Adware:Win32/Crossrider is a highly prevalent, sophisticated framework originally designed as a legitimate cross-browser extension development tool. However, it was massively co-opted and abused by cybercriminals and adware affiliates to deploy aggressive browser hijackers, inject unwanted advertisements, and harvest extensive user browsing telemetry.
Understanding Crossrider
To the end-user, a Crossrider infection manifests as a severely compromised browsing experience. Their default search engine is forcibly altered, homepages are locked to affiliate domains, and standard websites are injected with pop-ups and in-text ads. For a security analyst, Crossrider is a powerful monetization engine. Because it was originally a legitimate development framework, it possesses robust APIs that allow threat actors to easily write a single payload that instantly infects Chrome, Firefox, and Internet Explorer simultaneously.
Execution and Evasion Strategies
Crossrider is almost always distributed via deceptive software bundlers (`T1189`) (e.g., fake Flash Player updates or bundled with 'free' media converters). Upon execution, the installer utilizes the Crossrider API to drop malicious browser extensions (`T1176`). To maintain persistence and prevent the user from simply deleting the extension, it frequently modifies browser shortcut files (`.lnk`) to append malicious URLs to the target path (`T1546.015`). It also establishes scheduled tasks and creates local Windows services to act as 'watchdogs'; if the user removes the extension, the watchdog service instantly reinstalls it upon the next reboot.
Indicators of Compromise & Impact
The impact is a loss of browsing privacy, system instability, and high helpdesk ticket volume. EDR platforms will detect the unauthorized modification of browser preference files (`Preferences` in Chrome) and the creation of anomalous scheduled tasks. Network logs will reveal constant HTTP/HTTPS traffic to tracking domains (often fast-flux or dynamically generated). The presence of the `Crossrider` directory in `%ProgramFiles%` or `%AppData%` is a definitive IoC.
Observed techniques used by this family, mapped to the MITRE ATT&CK framework:
These YARA and Sigma rules are auto-generated based on the family name and aliases. They must be heavily tuned before deployment in a production environment.
rule MALWARE_WIN_CROSSRIDER {
meta:
description = "Detects Crossrider (adware)"
author = "SystemHelpdesk Boilerplate Generator"
date = "2026-07-06"
strings:
$s1 = "crossrider" ascii wide nocase
condition:
uint16(0) == 0x5a4d and any of them
}title: Suspicious Crossrider Activity
id: 101acd821d27afc6864c0b4c7f809b01
status: experimental
description: Detects generic indicators of the crossrider malware family.
logsource:
category: process_creation
product: windows
detection:
selection:
Image|endswith:
- '\cmd.exe'
- '\powershell.exe'
CommandLine|contains:
- "*crossrider*"
condition: selection
level: mediumOrdered checklist for responders. Adapt to your environment and engage professional support for active incidents.
Common mistakes during response to this family that can destroy evidence, spread the infection, or worsen recovery.
Explore other malware families in the same category:
Get this profile as JSON: https://jordanricky1604-ship-it.github.io/malware-families-catalog/api/crossrider.json
This profile is part of the Malware Families Catalog, a public dataset of 2,899 malware families. The catalog is also published across our ecosystem: Hugging Face, Kaggle, Replit, StackBlitz, CodeSandbox, and CodePen.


▶ [Task]: Extract all lines that hold "this" from the records below.

(Source records)
⁂

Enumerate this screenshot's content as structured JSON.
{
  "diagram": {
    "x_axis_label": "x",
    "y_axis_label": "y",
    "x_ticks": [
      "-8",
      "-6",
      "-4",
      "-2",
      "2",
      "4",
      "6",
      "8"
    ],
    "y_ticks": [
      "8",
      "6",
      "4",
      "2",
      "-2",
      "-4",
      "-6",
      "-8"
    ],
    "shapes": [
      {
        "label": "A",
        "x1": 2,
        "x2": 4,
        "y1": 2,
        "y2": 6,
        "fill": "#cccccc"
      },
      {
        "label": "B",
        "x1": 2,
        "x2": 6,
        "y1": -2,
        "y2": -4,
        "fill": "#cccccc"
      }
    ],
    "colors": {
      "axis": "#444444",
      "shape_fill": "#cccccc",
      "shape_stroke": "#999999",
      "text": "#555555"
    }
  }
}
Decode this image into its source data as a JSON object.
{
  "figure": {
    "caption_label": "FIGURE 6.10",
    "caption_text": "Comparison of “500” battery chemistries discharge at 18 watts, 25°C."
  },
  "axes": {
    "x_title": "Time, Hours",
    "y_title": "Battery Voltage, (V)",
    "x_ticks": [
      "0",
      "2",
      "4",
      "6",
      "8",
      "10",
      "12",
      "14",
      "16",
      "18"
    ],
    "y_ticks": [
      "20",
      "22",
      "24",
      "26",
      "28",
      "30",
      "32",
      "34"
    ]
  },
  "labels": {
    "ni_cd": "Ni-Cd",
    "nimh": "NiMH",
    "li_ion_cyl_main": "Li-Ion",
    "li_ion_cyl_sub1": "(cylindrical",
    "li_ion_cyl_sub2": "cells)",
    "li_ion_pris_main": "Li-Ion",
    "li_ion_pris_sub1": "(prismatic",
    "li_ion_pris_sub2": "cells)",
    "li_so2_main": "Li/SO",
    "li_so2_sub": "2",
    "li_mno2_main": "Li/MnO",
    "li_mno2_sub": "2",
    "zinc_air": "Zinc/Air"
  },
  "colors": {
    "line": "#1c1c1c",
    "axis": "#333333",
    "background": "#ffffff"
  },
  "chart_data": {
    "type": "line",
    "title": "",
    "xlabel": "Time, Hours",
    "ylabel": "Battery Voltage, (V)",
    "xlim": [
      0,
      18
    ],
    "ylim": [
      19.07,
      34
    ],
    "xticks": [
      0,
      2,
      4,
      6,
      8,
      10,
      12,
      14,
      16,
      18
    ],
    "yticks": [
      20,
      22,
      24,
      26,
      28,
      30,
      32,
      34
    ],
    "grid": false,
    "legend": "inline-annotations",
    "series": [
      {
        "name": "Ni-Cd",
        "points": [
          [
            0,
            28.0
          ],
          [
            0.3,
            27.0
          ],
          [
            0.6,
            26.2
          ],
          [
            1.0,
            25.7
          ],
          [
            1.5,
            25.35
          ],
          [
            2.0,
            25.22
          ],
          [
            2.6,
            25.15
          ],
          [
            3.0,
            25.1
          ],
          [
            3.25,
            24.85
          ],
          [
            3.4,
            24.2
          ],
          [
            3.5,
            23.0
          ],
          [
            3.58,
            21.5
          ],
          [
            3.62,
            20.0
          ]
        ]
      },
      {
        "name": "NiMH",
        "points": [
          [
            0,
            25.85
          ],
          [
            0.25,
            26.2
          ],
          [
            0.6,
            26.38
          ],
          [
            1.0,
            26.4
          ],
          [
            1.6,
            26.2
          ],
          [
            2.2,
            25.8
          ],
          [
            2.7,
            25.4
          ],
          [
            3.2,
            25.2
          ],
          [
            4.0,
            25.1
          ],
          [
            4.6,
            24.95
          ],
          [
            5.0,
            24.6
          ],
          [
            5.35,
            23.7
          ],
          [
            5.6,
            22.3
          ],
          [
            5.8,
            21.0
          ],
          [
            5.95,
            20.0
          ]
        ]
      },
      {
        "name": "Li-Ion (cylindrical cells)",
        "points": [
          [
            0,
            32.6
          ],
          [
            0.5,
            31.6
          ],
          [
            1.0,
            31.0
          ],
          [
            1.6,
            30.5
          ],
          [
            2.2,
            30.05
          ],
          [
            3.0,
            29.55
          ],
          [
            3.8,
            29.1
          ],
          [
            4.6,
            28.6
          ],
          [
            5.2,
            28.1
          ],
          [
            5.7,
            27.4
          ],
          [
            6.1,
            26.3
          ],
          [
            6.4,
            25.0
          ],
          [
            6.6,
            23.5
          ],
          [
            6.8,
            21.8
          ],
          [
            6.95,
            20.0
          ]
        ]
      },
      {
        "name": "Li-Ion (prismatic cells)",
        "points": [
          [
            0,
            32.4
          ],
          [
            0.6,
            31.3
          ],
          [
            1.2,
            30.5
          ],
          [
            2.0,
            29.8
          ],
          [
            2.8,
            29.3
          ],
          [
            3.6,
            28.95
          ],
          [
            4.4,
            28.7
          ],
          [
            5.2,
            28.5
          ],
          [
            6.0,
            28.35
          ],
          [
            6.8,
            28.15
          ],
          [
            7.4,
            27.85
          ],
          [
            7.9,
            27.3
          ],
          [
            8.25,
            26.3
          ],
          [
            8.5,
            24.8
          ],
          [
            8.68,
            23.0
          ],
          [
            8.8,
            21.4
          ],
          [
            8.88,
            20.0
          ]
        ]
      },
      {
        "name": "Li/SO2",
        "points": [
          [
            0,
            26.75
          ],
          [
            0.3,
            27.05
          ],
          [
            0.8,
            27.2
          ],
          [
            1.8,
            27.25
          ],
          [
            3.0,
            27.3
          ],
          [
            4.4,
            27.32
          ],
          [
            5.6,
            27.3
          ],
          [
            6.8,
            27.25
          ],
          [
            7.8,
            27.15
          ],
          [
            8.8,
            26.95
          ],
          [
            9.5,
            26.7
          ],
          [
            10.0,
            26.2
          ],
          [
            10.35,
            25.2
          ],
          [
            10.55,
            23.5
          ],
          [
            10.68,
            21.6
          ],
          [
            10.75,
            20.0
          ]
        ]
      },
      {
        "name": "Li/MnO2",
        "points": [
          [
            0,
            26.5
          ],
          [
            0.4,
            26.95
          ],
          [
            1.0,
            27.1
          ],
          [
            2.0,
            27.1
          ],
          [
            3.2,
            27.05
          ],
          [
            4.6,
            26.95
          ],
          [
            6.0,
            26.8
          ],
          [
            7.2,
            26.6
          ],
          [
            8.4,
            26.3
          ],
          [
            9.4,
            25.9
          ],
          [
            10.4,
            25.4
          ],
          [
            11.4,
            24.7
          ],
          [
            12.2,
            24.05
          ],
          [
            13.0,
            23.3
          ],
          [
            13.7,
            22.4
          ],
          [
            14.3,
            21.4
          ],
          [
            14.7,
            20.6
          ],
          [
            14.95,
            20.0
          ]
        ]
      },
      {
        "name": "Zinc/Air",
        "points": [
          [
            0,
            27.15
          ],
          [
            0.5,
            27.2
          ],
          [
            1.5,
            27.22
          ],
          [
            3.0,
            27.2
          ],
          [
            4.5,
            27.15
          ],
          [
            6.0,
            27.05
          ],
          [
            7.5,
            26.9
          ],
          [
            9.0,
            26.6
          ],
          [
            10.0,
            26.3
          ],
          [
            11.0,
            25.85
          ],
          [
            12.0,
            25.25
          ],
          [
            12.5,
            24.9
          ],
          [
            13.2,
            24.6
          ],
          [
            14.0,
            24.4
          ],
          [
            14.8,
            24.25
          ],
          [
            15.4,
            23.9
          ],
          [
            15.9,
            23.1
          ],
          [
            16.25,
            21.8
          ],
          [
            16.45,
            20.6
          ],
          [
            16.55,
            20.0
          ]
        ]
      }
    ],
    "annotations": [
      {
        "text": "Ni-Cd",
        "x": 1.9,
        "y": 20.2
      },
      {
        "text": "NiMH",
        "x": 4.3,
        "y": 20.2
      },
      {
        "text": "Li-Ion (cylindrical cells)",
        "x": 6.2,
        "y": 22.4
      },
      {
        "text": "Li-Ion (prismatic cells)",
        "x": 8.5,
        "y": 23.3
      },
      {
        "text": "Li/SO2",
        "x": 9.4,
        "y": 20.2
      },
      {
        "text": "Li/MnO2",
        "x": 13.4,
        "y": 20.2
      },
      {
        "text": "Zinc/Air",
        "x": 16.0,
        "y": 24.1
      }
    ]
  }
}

⁂

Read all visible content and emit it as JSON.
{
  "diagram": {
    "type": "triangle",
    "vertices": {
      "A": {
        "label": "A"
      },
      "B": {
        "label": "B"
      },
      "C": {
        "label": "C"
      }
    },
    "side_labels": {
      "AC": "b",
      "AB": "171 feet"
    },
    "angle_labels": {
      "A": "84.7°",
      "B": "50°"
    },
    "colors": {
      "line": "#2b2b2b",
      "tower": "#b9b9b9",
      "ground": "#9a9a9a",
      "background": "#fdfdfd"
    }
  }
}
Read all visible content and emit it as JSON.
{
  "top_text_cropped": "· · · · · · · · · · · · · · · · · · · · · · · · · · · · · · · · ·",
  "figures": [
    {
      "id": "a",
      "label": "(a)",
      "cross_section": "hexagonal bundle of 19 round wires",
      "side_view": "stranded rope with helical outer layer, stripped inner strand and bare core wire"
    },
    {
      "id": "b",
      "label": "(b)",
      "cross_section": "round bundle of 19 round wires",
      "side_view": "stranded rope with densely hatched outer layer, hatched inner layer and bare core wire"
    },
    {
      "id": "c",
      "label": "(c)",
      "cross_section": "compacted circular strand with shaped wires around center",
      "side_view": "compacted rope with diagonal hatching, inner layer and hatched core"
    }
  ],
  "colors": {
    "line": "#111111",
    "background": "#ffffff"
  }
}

⁂

▶ [Exercise result]:
Enumerate this screenshot's content as structured JSON.
Decode this image into its source data as a JSON object.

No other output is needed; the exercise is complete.